Lister keeps opening on startup

I have the attached set to "Don't Open any Listers", but then when I log off and back on, it is reset as ahown, and so a lister opens up on startup.

It's D 64-bit that I'm running. Why won't the setting hold?

Regards,
Chuck Billow

Sorry, I forgot the attachment...

CB


  • Do any of your Preference changes get saved through a reboot?
  • What if you just Exit Opus and restart it, without rebooting? (Reminder: Simply closing all Opus windows does not exit it by default. Use the Exit item on the tray icon menu.)
  • Are you sure you're not getting confused by the different, but similar-looking, pages in the Launching Opus part of prefs?

Leo;

I just started my box up this morning, and DO still opens, so a restart didn't fix it. I'm not sure what you mean by "confused by the different, but similar-looking, pages in the Launching Opus part of prefs"... Outside of the "Don't open any listers", what else would I need to select?

Regards,
Chuck Billow

Leo, I'm not at all sure why yet, but:

I imported config settings that I had saved when running 32-bit, and it solved the problem. I'll look through it and try to figger what got changed.

Thanks,
Chuck

I'm having a similar problem except that my preferences are not being changed between reboots or restarts but every time I start windows it opens a DO lister which I wouldn't expect and while the "Launch DO on system start" is not checked it still seems to have the entry in the start menu which I assume is what this option sets and I really want it to start at windows start. I'm just surprised that the option is not checked.


Something is launching a folder during startup. If you turn off Explorer replacement in Opus, you should get Explorer windows opening instead of Opus windows. If that's the case, what's happening is nothing to do with Opus; some other program is launching (or has configured the start menu or registry to launch) a folder when the machine boots.

(If could also be a startup shortcut set to run Opus in a non-standard way, I guess. Opus will only detect the shortcuts it has made itself when telling you if it's configured to run at startup.)

[quote="leo"]Something is launching a folder during startup. If you turn off Explorer replacement in Opus, you should get Explorer windows opening instead of Opus windows. If that's the case, what's happening is nothing to do with Opus; some other program is launching (or has configured the start menu or registry to launch) a folder when the machine boots.

(If could also be a startup shortcut set to run Opus in a non-standard way, I guess. Opus will only detect the shortcuts it has made itself when telling you if it's configured to run at startup.)[/quote]

With 'explorer replacement' turned off .... when I restart my computer DO still opens the default lister.

This is the command line from my startup folder: D:\ShellTools\DirectoryOpus\dopus.exe

Delete whatever is in your startup folder for Opus, then turn on the "Launch Directory Opus automatically on startup" option in Preferences to have it create the proper shortcut.

I reported a similar experience some time ago.

Leo's advice is in line with what I found.

Installing Opus 10 over Opus 9 left an unwanted shortcut in the startup folder.

All is good now.

Thanks

I just tested installing Opus 10 over Opus 9 and it updates the existing Startup shortcut fine, at least if it was created by Opus.

Opus 10 'updates' the old shortcut (if it finds it) in this way:

  • It adds the NOAUTOLISTER argument which tells Opus to only open a window if configured to do so in Preferences.

    Without NOAUTOLISTER, running dopus.exe will open a new window no matter what, so that the Windows 7 taskbar icon always does something when clicked. It was very confusing to click Opus on the taskbar and sometimes have nothing happen until it was clicked again because the first click just loaded Opus into the background.

  • It also renames the startup shortcut from "Directory Opus" to "Directory Opus (Startup)".

    This is so if you search the Start Menu for Directory Opus you don't get two identically-named items which do different things.

If it left the Opus 9 shortcut as-is on some systems, could it be that you had manually made or edited the shortcut, which meant Opus didn't recognise it? When searching for existing shortcuts, Opus looks in /startup (note: not /commonstartup) for any shortcut that points to dopus.exe in the same path that it's being run from.

The same shortcut-finding code is used to decide whether or not the Launch Directory Opus automatically on system startup checkbox is on or off in Preferences. So if Opus was launching at startup, but that checkbox was off, then Opus did not recognise the shortcut (or Opus was being launched by something else entirely).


YOUR TASK:
Show the lines below where "denominator" occurs.

Items from a figure collection:
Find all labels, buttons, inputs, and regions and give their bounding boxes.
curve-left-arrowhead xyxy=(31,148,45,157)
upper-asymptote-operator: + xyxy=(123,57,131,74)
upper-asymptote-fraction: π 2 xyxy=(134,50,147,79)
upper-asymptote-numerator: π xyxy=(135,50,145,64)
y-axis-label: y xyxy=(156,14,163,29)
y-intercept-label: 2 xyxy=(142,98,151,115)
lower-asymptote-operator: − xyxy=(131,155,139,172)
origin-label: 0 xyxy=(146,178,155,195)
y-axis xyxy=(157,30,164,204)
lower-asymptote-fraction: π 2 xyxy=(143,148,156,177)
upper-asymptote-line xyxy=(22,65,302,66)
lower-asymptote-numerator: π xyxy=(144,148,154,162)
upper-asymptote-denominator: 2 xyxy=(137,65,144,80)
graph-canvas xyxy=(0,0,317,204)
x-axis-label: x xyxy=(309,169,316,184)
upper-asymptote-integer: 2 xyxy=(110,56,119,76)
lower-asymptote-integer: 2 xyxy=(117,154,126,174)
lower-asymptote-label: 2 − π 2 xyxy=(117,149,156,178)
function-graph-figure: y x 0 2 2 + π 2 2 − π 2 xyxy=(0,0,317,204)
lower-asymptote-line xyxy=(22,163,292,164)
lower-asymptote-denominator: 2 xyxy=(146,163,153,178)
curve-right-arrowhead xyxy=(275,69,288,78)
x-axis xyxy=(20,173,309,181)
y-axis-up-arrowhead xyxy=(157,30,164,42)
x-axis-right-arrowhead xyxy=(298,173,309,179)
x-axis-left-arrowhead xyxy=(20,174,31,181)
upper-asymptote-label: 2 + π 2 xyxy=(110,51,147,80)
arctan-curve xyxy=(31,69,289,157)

...

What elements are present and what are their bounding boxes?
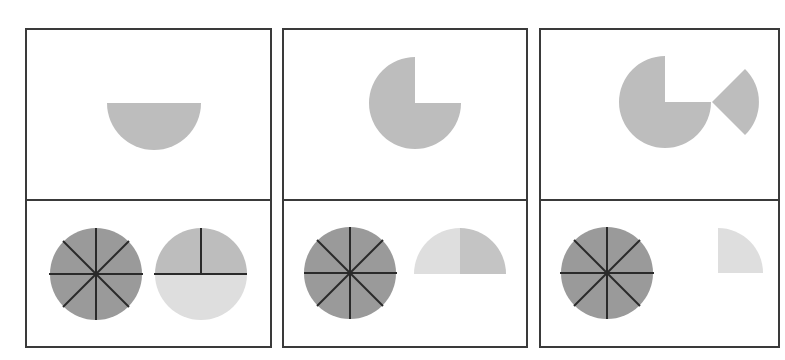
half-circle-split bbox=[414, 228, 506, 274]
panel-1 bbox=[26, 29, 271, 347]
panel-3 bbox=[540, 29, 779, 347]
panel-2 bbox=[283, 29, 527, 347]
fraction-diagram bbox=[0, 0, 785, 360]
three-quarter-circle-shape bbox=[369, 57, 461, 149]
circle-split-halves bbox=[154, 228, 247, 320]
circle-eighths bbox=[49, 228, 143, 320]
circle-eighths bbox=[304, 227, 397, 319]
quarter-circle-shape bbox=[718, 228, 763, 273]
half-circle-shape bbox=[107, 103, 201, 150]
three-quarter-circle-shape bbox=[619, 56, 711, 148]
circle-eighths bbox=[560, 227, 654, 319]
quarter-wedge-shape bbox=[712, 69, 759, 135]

---

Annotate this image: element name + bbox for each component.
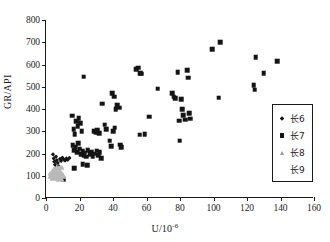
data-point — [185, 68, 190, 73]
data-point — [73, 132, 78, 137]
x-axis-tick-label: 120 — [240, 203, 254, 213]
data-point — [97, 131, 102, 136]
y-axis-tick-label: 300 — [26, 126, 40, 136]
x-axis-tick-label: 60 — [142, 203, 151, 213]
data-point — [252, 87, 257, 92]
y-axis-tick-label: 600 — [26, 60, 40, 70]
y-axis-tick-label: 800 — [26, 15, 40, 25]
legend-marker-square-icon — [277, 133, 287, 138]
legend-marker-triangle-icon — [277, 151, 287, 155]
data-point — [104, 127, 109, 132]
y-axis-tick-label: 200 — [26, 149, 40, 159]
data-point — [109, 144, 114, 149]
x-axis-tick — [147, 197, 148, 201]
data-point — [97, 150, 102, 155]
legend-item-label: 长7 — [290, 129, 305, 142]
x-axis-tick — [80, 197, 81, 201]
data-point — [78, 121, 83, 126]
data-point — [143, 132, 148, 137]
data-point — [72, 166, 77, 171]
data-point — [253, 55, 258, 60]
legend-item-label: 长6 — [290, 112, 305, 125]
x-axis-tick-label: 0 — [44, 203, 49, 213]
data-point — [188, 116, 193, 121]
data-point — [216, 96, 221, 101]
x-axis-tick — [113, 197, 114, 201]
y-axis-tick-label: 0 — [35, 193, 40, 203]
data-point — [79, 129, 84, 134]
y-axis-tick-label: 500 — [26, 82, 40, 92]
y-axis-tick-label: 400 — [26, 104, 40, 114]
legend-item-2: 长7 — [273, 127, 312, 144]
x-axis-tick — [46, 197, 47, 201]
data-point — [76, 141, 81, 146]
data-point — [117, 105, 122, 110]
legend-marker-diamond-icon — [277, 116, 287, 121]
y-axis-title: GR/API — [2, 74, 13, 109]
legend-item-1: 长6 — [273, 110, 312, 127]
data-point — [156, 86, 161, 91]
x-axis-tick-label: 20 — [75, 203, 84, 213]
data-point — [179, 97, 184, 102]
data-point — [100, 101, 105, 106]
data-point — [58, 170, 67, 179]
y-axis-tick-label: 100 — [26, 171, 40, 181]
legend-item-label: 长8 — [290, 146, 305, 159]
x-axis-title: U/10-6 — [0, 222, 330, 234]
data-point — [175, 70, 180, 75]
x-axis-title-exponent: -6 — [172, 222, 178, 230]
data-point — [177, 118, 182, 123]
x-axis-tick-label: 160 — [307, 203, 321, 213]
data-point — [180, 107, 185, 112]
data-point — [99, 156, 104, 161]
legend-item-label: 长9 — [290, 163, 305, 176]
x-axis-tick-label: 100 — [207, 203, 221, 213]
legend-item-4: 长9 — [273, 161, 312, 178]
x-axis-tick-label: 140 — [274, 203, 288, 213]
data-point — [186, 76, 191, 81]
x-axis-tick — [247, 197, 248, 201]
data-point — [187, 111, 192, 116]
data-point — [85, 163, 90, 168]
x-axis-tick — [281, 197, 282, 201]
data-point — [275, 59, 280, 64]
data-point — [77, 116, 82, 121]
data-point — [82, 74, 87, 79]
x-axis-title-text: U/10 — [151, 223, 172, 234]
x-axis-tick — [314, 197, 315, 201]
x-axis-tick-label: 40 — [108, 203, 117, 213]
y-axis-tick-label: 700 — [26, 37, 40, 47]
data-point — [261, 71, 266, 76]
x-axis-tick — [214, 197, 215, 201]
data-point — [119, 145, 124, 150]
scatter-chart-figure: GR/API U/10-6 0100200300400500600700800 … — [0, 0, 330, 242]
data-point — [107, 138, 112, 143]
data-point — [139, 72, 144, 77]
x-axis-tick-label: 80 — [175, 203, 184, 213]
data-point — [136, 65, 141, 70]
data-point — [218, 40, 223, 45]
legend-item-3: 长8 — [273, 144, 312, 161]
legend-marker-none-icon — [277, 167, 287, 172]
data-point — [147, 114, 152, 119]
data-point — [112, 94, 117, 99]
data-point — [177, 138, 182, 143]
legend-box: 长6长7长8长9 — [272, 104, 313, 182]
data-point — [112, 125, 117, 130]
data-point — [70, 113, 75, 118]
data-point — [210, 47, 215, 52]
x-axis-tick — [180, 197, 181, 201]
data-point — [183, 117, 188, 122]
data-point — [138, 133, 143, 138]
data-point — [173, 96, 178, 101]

REPLY TO THE TASK:
upper-asymptote-denominator: 2 xyxy=(137,65,144,80)
lower-asymptote-denominator: 2 xyxy=(146,163,153,178)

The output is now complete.